Education is both a victim and a cause of underdevelopment; the technical silence surrounding this sector is not a minor oversight, but a political signal. The presidential speech was limited to generic references to the education sector, embedded in a broad rhetoric of inclusive governance and human development, without presenting a clear plan, verifiable goals, or concrete budgetary commitments. There was no mention of profound curricular reforms, effective appreciation of the teaching profession, a serious fight against the precariousness of public schools, or strategies to reduce school dropout rates, especially in rural areas.

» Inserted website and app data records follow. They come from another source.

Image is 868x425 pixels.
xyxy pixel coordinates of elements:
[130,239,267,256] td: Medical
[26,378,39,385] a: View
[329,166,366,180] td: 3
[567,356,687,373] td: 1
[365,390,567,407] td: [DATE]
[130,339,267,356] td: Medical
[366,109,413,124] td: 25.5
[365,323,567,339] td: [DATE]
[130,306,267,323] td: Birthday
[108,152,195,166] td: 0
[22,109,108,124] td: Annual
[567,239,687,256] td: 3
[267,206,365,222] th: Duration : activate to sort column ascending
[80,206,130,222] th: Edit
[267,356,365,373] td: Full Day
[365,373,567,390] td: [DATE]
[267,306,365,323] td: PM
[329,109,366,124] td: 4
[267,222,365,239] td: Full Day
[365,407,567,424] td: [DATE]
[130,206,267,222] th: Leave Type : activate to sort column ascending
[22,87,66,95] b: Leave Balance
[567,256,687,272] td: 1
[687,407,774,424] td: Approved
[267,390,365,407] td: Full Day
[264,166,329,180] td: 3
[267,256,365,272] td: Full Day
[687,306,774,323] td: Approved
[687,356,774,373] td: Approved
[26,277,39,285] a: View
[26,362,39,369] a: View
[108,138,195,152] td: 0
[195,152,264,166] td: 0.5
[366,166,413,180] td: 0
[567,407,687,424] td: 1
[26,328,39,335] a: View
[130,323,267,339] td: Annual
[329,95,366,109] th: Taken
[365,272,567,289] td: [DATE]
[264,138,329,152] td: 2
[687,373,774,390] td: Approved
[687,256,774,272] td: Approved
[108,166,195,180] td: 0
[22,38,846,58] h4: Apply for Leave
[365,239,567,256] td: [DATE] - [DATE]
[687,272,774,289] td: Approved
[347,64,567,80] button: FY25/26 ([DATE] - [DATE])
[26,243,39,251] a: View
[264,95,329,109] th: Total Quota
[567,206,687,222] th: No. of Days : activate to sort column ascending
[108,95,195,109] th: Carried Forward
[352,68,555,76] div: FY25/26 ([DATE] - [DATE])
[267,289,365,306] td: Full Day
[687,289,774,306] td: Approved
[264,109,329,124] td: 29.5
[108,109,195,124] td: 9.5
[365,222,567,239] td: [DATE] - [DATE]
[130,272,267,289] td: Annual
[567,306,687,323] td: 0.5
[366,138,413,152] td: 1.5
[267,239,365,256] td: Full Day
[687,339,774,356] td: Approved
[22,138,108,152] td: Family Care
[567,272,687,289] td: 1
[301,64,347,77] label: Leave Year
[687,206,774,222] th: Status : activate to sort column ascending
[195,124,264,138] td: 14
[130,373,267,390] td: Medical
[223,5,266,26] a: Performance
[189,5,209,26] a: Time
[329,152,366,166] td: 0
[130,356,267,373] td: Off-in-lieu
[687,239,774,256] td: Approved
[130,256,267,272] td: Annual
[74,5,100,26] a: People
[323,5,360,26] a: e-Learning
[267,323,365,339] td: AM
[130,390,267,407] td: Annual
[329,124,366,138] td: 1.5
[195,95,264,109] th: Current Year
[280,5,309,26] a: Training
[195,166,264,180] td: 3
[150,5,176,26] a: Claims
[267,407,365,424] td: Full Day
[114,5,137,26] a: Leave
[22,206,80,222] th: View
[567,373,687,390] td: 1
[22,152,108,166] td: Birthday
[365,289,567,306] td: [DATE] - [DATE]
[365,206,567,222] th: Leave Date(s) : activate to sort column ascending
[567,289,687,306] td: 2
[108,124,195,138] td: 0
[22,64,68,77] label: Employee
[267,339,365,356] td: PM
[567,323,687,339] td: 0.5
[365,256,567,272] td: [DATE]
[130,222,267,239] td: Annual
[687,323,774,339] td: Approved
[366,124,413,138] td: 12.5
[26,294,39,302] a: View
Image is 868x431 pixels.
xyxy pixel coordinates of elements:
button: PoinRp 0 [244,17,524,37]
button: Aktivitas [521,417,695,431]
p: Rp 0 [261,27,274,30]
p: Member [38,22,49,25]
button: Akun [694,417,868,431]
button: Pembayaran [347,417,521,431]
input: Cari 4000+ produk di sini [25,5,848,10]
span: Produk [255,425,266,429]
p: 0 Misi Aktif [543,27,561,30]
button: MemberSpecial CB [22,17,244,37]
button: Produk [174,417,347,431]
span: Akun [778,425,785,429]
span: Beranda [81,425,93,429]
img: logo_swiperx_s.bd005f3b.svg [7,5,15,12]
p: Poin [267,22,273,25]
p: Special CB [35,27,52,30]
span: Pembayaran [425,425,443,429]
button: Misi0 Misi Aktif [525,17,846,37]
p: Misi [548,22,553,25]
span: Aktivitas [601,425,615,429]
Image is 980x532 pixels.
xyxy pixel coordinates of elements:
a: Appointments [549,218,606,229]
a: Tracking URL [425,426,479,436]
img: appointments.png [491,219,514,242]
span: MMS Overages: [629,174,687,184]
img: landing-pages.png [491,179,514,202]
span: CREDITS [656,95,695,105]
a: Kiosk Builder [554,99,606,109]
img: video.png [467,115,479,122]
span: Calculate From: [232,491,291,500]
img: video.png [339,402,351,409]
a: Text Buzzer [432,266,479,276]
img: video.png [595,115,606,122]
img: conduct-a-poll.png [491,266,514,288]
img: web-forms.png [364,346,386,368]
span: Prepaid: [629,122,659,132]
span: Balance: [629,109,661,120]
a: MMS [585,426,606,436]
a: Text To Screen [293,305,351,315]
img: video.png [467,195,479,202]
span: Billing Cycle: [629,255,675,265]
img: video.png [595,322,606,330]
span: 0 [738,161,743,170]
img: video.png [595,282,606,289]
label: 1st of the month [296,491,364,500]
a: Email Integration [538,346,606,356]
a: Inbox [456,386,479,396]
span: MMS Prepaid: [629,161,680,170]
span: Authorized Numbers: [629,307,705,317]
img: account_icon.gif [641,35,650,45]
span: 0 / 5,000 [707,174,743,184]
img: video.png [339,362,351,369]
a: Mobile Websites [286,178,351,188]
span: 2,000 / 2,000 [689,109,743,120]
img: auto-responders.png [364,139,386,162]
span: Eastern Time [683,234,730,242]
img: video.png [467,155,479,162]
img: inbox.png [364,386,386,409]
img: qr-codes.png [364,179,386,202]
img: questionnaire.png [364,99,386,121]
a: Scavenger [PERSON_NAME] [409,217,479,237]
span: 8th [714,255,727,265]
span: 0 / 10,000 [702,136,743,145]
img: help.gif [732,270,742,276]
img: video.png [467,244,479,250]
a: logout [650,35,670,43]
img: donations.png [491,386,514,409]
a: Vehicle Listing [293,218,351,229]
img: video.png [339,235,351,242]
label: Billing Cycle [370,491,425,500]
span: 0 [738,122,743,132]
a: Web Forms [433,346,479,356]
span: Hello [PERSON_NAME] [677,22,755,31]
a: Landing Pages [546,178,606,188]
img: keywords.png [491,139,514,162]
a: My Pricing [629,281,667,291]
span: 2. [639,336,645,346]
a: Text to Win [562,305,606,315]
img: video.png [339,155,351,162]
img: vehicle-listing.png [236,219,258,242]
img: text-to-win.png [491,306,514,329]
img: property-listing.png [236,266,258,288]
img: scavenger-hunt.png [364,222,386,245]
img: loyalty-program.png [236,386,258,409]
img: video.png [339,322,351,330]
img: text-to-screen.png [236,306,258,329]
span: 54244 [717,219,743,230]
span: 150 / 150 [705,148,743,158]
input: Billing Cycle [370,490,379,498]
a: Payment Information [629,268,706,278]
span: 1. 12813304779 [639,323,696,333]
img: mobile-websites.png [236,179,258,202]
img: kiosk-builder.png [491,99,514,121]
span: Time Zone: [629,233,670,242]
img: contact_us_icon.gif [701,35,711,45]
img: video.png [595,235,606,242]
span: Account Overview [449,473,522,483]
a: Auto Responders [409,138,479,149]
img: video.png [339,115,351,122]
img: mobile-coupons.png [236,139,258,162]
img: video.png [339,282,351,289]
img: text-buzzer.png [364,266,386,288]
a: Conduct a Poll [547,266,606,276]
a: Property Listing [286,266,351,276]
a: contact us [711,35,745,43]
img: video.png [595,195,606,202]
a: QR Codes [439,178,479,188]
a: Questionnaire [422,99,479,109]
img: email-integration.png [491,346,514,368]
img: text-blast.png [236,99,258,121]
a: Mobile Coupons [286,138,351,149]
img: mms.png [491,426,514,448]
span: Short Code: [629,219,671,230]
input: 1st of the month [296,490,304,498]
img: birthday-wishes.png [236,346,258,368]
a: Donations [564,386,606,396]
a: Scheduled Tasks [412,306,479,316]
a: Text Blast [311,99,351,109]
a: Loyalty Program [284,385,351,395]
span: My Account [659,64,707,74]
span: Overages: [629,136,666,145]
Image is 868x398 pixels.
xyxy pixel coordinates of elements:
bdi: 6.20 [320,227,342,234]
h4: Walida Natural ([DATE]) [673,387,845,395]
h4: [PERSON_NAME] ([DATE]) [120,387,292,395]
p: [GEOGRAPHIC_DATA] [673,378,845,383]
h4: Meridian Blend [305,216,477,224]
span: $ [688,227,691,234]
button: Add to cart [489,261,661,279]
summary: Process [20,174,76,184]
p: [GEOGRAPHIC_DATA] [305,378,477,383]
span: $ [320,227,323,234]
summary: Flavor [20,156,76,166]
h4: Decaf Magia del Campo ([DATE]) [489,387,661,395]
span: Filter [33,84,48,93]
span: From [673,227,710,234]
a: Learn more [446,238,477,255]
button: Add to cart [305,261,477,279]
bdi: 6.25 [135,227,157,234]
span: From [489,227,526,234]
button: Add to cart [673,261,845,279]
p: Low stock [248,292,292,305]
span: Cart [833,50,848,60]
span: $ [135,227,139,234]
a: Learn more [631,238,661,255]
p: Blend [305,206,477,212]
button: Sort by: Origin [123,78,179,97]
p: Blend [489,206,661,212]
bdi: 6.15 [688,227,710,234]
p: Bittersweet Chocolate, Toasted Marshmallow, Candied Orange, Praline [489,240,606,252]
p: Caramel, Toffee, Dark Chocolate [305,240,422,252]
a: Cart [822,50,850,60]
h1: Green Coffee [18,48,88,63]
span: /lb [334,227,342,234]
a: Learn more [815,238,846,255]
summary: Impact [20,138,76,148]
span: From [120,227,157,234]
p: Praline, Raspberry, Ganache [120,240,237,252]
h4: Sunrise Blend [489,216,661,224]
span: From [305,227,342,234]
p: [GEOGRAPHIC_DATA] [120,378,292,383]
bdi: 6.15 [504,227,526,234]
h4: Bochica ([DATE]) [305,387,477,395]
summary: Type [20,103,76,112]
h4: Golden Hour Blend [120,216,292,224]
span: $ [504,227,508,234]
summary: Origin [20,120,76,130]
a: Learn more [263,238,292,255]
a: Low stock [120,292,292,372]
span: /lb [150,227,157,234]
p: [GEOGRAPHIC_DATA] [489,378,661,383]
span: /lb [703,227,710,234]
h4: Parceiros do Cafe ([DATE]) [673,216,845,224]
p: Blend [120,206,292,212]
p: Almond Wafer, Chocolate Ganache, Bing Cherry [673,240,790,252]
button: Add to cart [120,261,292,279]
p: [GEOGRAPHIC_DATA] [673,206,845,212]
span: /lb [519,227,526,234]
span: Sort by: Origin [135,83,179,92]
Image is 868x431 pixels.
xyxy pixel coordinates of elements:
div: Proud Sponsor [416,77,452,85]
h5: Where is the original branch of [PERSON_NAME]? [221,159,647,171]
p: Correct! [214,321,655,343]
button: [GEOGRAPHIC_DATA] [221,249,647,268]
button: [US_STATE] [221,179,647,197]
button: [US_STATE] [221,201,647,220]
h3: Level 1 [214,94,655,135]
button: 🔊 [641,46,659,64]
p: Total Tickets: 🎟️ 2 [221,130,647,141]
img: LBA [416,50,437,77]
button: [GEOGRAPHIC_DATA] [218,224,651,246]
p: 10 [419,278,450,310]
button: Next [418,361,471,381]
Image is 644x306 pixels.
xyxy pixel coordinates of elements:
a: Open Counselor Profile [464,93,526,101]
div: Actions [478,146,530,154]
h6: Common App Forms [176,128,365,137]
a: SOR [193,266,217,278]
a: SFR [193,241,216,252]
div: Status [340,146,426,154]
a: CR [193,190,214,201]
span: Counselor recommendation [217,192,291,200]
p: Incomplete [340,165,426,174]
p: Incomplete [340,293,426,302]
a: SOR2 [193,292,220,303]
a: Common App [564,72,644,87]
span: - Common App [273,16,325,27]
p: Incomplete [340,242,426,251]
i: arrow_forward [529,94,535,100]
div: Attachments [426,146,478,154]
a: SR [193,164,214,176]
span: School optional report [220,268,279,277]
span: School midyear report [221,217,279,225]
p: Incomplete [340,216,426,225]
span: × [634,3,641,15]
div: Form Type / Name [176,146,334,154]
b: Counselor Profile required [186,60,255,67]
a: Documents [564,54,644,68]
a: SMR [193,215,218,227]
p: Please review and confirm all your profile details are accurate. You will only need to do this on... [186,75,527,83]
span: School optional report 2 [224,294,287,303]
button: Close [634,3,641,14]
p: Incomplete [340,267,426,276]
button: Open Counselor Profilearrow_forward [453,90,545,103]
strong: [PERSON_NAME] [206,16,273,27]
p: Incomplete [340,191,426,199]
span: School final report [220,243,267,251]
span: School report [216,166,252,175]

Improving education requires more than intentions: it demands difficult decisions, sustained investment, and the courage to confront flawed systems, from administrative corruption to the devaluation of teachers.

In a country weary of broken promises, the people do not demand perfect speeches, but hard truths and consequential actions. Because true inclusive governance is not proclaimed: it is built, measured, and felt in the food on the plate, in guaranteed employment, and in the restored dignity of the common citizen. When the Head of State addresses the Nation, he speaks not only as a political coordinator, but as the ultimate guarantor of the functioning of the state apparatus. In the national domain, the President is the one who holds the legitimacy to ensure that public servants' salaries will not be missed, that the thirteenth-month salary will be paid, or, if that is not possible, to explain the reasons frankly and assume the political cost of that truth. Delegating this clarification to ministers is to transform a matter of State into a bureaucratic problem.

The President was everywhere, cutting ribbons, announcing programs, promising solutions, and assuming absolute leadership in governance. Ministers were, in this process, progressively reduced to behind-the-scenes managers, silent executors of an agenda with a single face. The image of the omnipresent President was created, the supreme head of all dossiers, the final decision-maker even on the most technical matters. In a country where the majority of the population is young, ignoring this social drama is equivalent to postponing the future. The challenge of unemployment, particularly among young people and recent graduates, was also relegated to a secondary level. Youth are not nourished by speeches, but by active employment policies, productive investment, and a State that functions as a catalyst for development, not merely as a manager of political rhetoric.

In a functioning state, the President speaks to close cycles, not to open up further clarifications. The irony is evident. Someone who has established himself as head of all ministries cannot, at the moment of accountability, behave as a mere symbolic coordinator. Instead of confronting head-on the indicators that most worry society, such as economic growth measured by GDP, the worsening of youth unemployment, and the absence of a structural project for the effective improvement of living conditions, by pushing a second "report" to ministers without their own political weight, the President weakens the authority of his own discourse. He transforms the National Address into an unfinished preface and the ministers into interpreters of a poorly defined score. This is not institutional decentralization; it is an escape from direct political commitment.

When the Head of State speaks and the ministers need to speak again, something has failed in the leadership. Between the announced hope and the concrete achievements, a dangerous gap opens up, where popular trust fades and disenchantment deepens. And when the people perceive this flaw, they understand that the problem lies not with the ministers who explain too much, but with the President who explained too little, because governing is not just about inaugurating. Governing, after all, is not done only with promises of inclusion, but with the creation of real opportunities, dignified work, and tangible social justice, in a carefully polished discourse, but lacking social depth; politically correct, but socially insufficient. Governing is, above all, about taking responsibility. The Address to the Nation has ended, thus appearing more as an exercise in applause projected towards an indefinite future than an accounting of the present.